Task to carry out
Before copying the entries, remove the pictures; everything else stays exactly as it is.

== Segment start ==

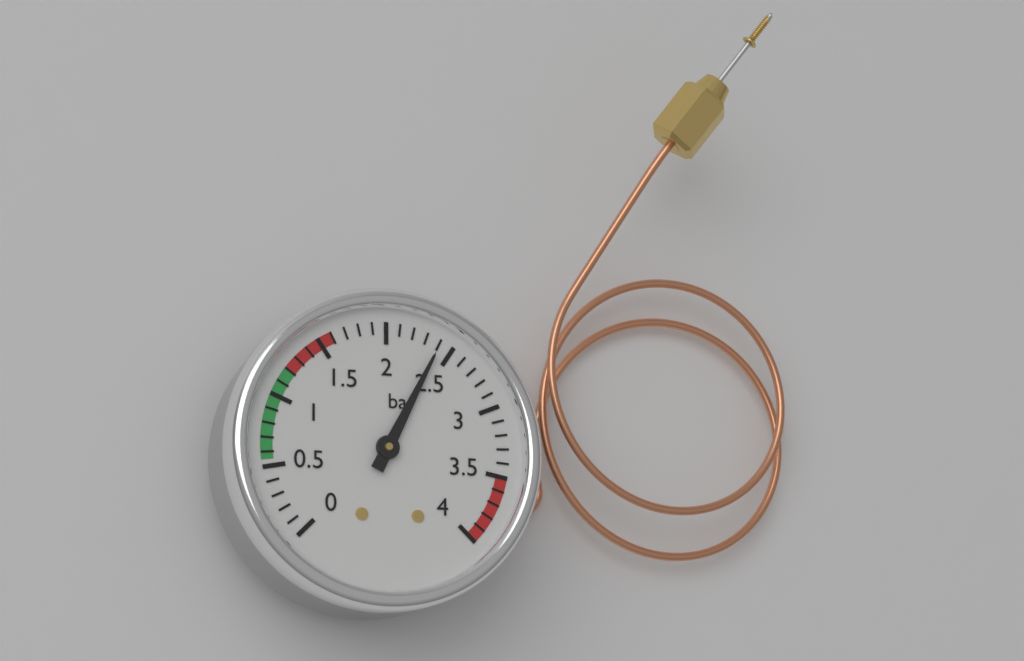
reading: 2.4 bar
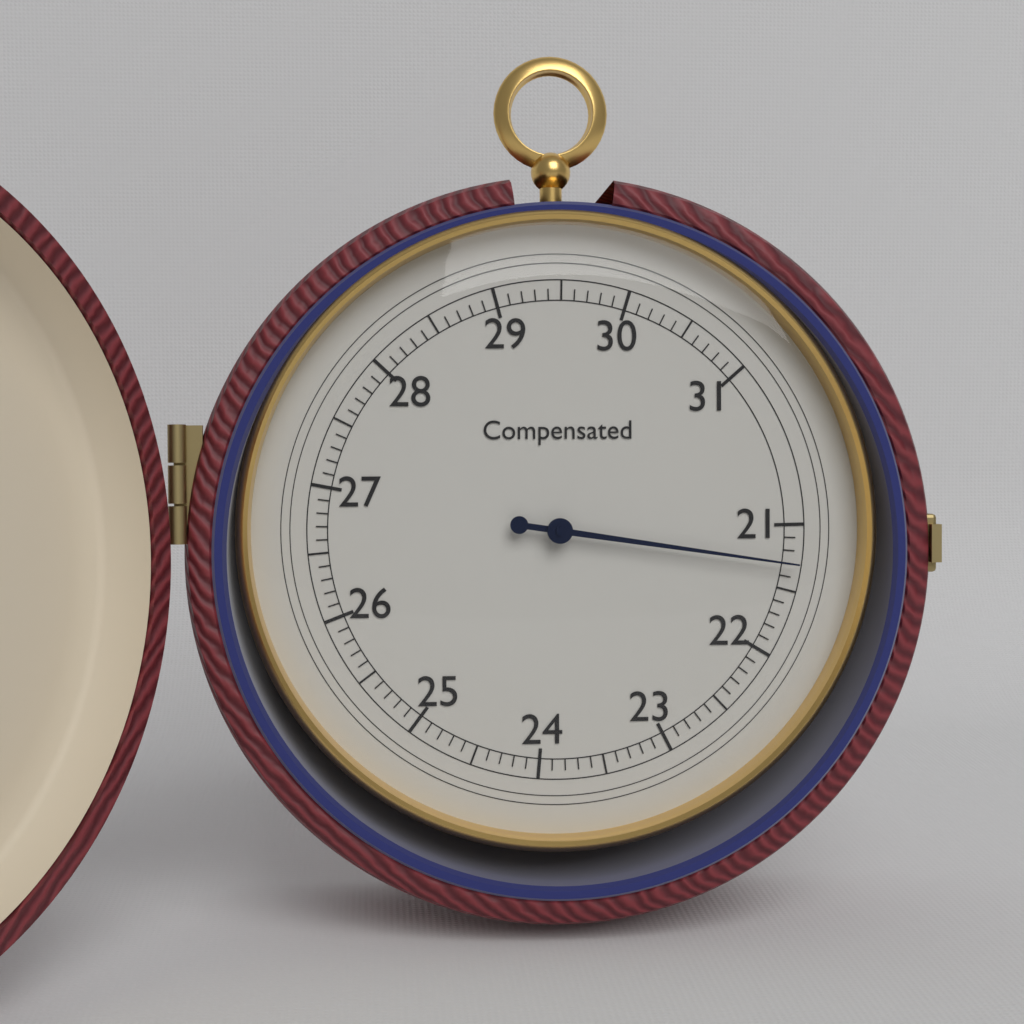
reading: 21.3 (no unit)
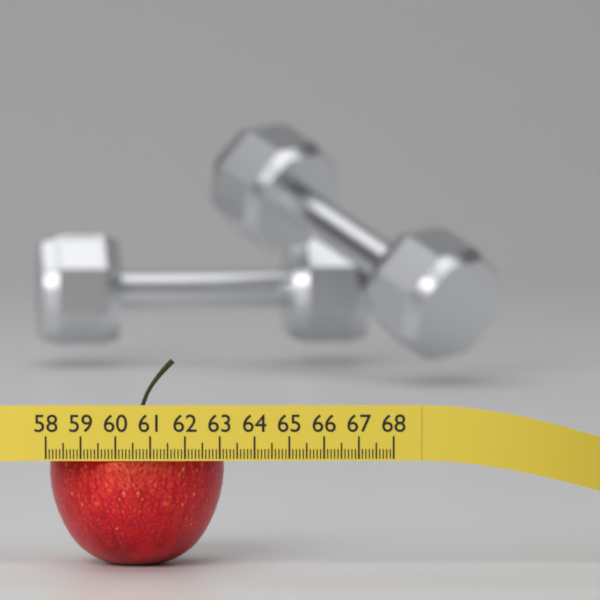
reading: 63.1 (no unit)
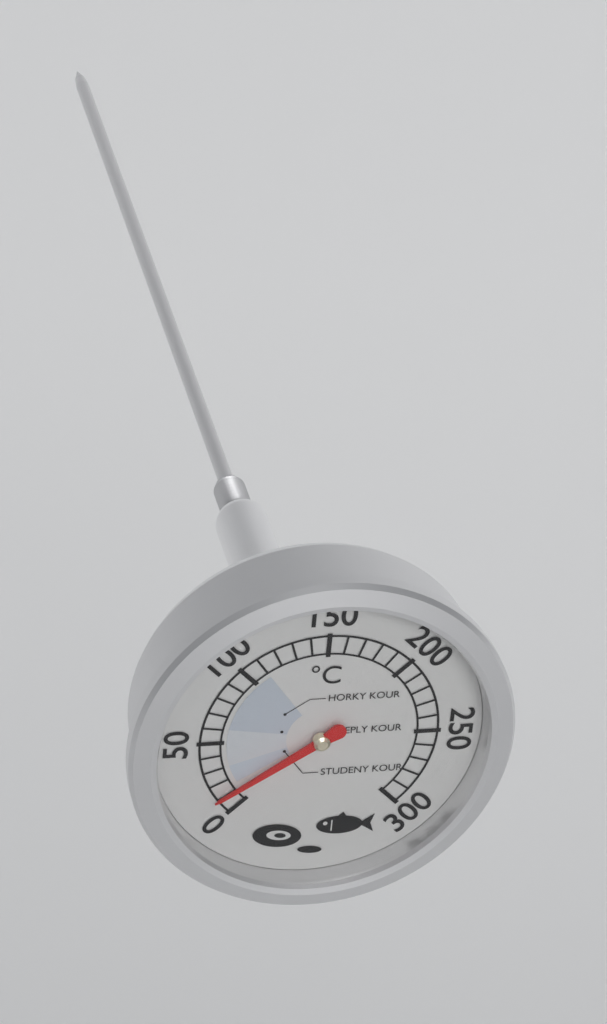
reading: 12 °C
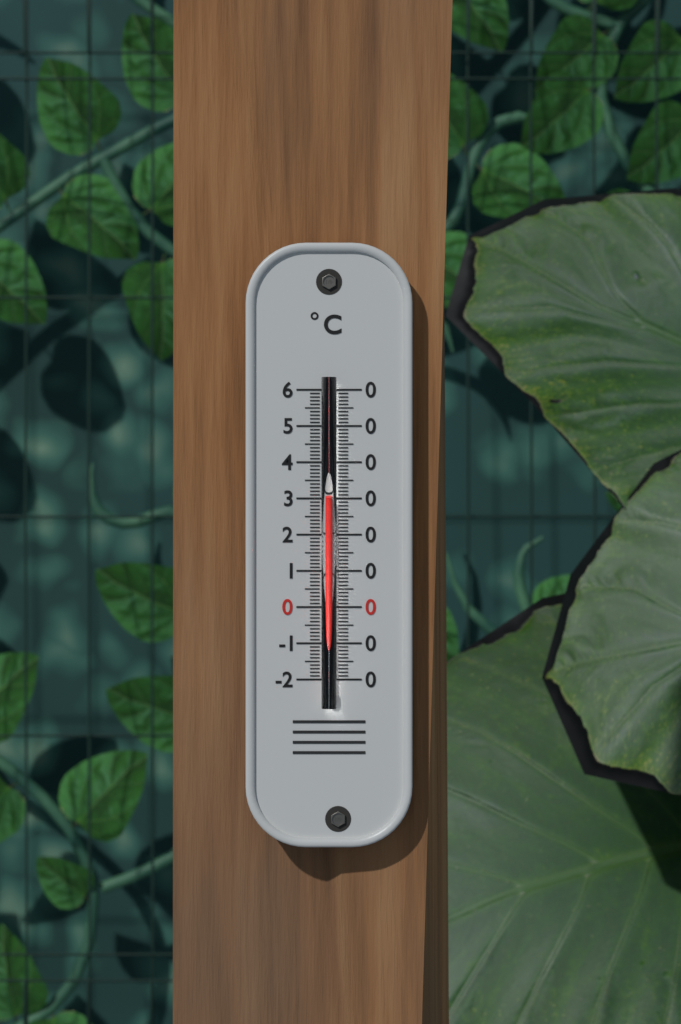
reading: 30 °C
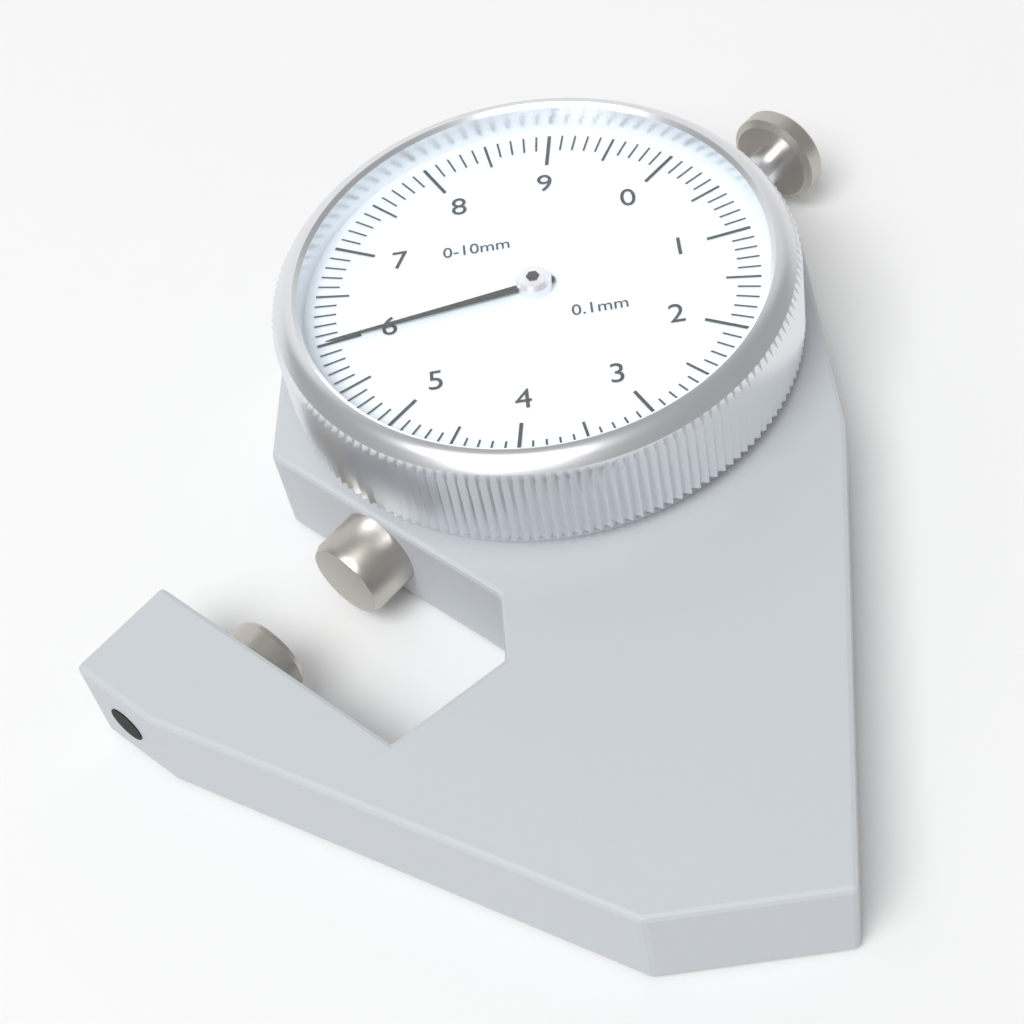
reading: 6.0 mm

== Segment end ==

Answer for the task
reading: 2.4 bar
reading: 21.3 (no unit)
reading: 63.1 (no unit)
reading: 12 °C
reading: 30 °C
reading: 6.0 mm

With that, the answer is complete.